[Framers] Fwd: Managing Versions of documentation simultaneously

Robert Lauriston robert at lauriston.com
Wed May 2 10:45:15 PDT 2018


The nature of software releases means that the number of conditions
would grow indefinitely. I don't see how this would not eventually
become unmanageable.

DITA (which is just a text markup standard) doesn't make sense if you
don't have a lot more reuse than simply maintaining multiple versions
of a doc. Typically it's cost-effective in large organizations where
multiple products share features (and thus can reuse content in their
docs) and the docs are translated into multiple languages, and in that
context it defines the format for files that are managed by a
compatible CMS, which is integrated with an editor such as Oxygen and
often custom code for generating PDF, online help, static HTML for web
sites, etc.

For a small or medium-sized company, DITA's almost certainly the wrong
choice. Paligo and I believe Author-it provide integrated systems with
similar features. Flare with MadCap Central may also be a practical
and cost-effective alternative.

On Wed, May 2, 2018 at 10:16 AM, Keith Soltys <keith.soltys at tmx.com> wrote:
> I think it would depend on how many simultaneous versions you have to
> manage. I've done something similar in Frame where I had to keep three
> different versions of a document from one set of source files - there were
> different features for different roles, not versions per se, but the
> problem was the same. I did it with conditions - the tricky part was where
> I had overlapping information; for example, something applies to A and B
> but not C and something else applies to B and C but not A. If memory
> serves, I ended up with 14 separate conditionals because I also had
> separate print an online formats to manage. It was doable, but very
> finicky, and I wouldn't do it again if there were more than three major
> variants. (This was before Frame came out with conditional expressions,
> which might have simplified things a little, but it would still be
> finicky).
>
> I have not used it, but I have been told that DITA is a better solution
> here; but I couldn't say whether structured Frame or something like Oxygen
> with a back-end CMS would be better.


## PROBLEM STATEMENT
Each entry must be restated word for word, with nothing omitted.

Spatial localization data
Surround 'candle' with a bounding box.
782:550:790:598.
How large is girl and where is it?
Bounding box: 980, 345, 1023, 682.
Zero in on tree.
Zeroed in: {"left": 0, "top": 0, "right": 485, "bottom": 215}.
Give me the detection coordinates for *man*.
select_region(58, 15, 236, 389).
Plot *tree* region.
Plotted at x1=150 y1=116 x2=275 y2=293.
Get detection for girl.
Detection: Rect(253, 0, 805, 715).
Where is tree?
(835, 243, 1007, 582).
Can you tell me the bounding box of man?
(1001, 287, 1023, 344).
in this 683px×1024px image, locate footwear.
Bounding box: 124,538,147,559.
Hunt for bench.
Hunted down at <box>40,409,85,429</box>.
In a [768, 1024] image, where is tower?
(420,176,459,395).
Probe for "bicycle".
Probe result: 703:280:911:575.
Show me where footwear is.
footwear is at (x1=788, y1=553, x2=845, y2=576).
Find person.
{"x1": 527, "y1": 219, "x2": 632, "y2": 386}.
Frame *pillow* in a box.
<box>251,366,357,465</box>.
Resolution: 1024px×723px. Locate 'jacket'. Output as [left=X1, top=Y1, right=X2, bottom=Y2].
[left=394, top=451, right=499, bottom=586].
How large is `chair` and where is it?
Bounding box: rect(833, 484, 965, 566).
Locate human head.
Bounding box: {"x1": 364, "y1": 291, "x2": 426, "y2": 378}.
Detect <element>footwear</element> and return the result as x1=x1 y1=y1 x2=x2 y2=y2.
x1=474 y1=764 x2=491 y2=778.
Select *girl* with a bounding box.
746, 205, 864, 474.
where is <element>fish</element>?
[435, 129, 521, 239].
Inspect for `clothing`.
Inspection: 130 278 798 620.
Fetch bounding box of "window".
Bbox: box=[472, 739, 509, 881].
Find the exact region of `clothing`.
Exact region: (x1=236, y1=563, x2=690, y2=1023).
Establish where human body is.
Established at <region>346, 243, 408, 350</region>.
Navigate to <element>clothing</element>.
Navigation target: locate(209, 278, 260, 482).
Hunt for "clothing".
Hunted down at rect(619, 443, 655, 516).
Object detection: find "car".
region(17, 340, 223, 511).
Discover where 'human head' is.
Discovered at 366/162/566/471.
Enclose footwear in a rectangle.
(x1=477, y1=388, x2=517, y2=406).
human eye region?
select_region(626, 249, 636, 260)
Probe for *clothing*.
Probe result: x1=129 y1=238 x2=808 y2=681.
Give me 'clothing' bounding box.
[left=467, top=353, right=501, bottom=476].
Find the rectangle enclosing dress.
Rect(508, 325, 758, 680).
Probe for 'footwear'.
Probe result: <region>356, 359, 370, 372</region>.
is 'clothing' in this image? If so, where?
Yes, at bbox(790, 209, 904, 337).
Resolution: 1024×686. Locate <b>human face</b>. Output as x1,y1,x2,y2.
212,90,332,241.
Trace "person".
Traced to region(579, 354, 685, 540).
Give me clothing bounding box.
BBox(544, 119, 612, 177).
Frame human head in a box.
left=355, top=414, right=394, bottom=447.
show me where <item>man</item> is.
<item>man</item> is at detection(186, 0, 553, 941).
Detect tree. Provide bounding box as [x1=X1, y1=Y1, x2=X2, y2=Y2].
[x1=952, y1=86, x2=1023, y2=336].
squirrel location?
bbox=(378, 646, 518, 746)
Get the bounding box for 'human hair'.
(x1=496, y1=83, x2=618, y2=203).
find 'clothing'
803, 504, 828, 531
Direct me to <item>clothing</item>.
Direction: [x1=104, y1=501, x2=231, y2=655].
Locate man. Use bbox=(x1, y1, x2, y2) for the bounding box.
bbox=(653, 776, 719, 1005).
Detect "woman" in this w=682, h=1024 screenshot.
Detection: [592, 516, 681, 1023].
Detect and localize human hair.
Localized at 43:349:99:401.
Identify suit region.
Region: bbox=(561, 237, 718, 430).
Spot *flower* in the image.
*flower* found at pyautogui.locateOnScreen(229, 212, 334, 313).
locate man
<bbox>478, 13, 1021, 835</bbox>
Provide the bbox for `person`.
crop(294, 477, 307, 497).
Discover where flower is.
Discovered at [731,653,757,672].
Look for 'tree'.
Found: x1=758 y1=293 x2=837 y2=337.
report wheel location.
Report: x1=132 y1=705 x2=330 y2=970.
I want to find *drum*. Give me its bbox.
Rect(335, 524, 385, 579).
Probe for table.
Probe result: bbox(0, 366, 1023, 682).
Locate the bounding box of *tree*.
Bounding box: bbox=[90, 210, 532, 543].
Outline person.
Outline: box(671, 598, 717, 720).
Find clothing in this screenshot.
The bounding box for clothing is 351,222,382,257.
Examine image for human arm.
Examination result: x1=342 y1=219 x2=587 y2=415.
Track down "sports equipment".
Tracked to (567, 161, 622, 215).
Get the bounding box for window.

## SOLUTION TO THE PROBLEM
Surround 'candle' with a bounding box.
782:550:790:598.
How large is girl and where is it?
Bounding box: 980, 345, 1023, 682.
Zero in on tree.
Zeroed in: {"left": 0, "top": 0, "right": 485, "bottom": 215}.
Give me the detection coordinates for *man*.
select_region(58, 15, 236, 389).
Plot *tree* region.
Plotted at x1=150 y1=116 x2=275 y2=293.
Get detection for girl.
Detection: Rect(253, 0, 805, 715).
Where is tree?
(835, 243, 1007, 582).
Can you tell me the bounding box of man?
(1001, 287, 1023, 344).
in this 683px×1024px image, locate footwear.
Bounding box: 124,538,147,559.
Hunt for bench.
Hunted down at <box>40,409,85,429</box>.
In a [768, 1024] image, where is tower?
(420,176,459,395).
Probe for "bicycle".
Probe result: 703:280:911:575.
Show me where footwear is.
footwear is at (x1=788, y1=553, x2=845, y2=576).
Find person.
{"x1": 527, "y1": 219, "x2": 632, "y2": 386}.
Frame *pillow* in a box.
<box>251,366,357,465</box>.
Resolution: 1024px×723px. Locate 'jacket'. Output as [left=X1, top=Y1, right=X2, bottom=Y2].
[left=394, top=451, right=499, bottom=586].
How large is `chair` and where is it?
Bounding box: rect(833, 484, 965, 566).
Locate human head.
Bounding box: {"x1": 364, "y1": 291, "x2": 426, "y2": 378}.
Detect <element>footwear</element> and return the result as x1=x1 y1=y1 x2=x2 y2=y2.
x1=474 y1=764 x2=491 y2=778.
Select *girl* with a bounding box.
746, 205, 864, 474.
where is <element>fish</element>?
[435, 129, 521, 239].
Inspect for `clothing`.
Inspection: 130 278 798 620.
Fetch bounding box of "window".
Bbox: box=[472, 739, 509, 881].
Find the exact region of `clothing`.
Exact region: (x1=236, y1=563, x2=690, y2=1023).
Establish where human body is.
Established at <region>346, 243, 408, 350</region>.
Navigate to <element>clothing</element>.
Navigation target: locate(209, 278, 260, 482).
Hunt for "clothing".
Hunted down at rect(619, 443, 655, 516).
Object detection: find "car".
region(17, 340, 223, 511).
Discover where 'human head' is.
Discovered at 366/162/566/471.
Enclose footwear in a rectangle.
(x1=477, y1=388, x2=517, y2=406).
human eye region?
select_region(626, 249, 636, 260)
Probe for *clothing*.
Probe result: x1=129 y1=238 x2=808 y2=681.
Give me 'clothing' bounding box.
[left=467, top=353, right=501, bottom=476].
Find the rectangle enclosing dress.
Rect(508, 325, 758, 680).
Probe for 'footwear'.
Probe result: <region>356, 359, 370, 372</region>.
is 'clothing' in this image? If so, where?
Yes, at bbox(790, 209, 904, 337).
Resolution: 1024×686. Locate <b>human face</b>. Output as x1,y1,x2,y2.
212,90,332,241.
Trace "person".
Traced to region(579, 354, 685, 540).
Give me clothing bounding box.
BBox(544, 119, 612, 177).
Frame human head in a box.
left=355, top=414, right=394, bottom=447.
show me where <item>man</item> is.
<item>man</item> is at detection(186, 0, 553, 941).
Detect tree. Provide bounding box as [x1=X1, y1=Y1, x2=X2, y2=Y2].
[x1=952, y1=86, x2=1023, y2=336].
squirrel location?
bbox=(378, 646, 518, 746)
Get the bounding box for 'human hair'.
(x1=496, y1=83, x2=618, y2=203).
find 'clothing'
803, 504, 828, 531
Direct me to <item>clothing</item>.
Direction: [x1=104, y1=501, x2=231, y2=655].
Locate man. Use bbox=(x1, y1, x2, y2) for the bounding box.
bbox=(653, 776, 719, 1005).
Detect "woman" in this w=682, h=1024 screenshot.
Detection: [592, 516, 681, 1023].
Detect and localize human hair.
Localized at 43:349:99:401.
Identify suit region.
Region: bbox=(561, 237, 718, 430).
Spot *flower* in the image.
*flower* found at pyautogui.locateOnScreen(229, 212, 334, 313).
locate man
<bbox>478, 13, 1021, 835</bbox>
Provide the bbox for `person`.
crop(294, 477, 307, 497).
Discover where flower is.
Discovered at [731,653,757,672].
Look for 'tree'.
Found: x1=758 y1=293 x2=837 y2=337.
report wheel location.
Report: x1=132 y1=705 x2=330 y2=970.
I want to find *drum*. Give me its bbox.
Rect(335, 524, 385, 579).
Probe for table.
Probe result: bbox(0, 366, 1023, 682).
Locate the bounding box of *tree*.
Bounding box: bbox=[90, 210, 532, 543].
Outline person.
Outline: box(671, 598, 717, 720).
Find clothing in this screenshot.
The bounding box for clothing is 351,222,382,257.
Examine image for human arm.
Examination result: x1=342 y1=219 x2=587 y2=415.
Track down "sports equipment".
Tracked to (567, 161, 622, 215).
Get the bounding box for window.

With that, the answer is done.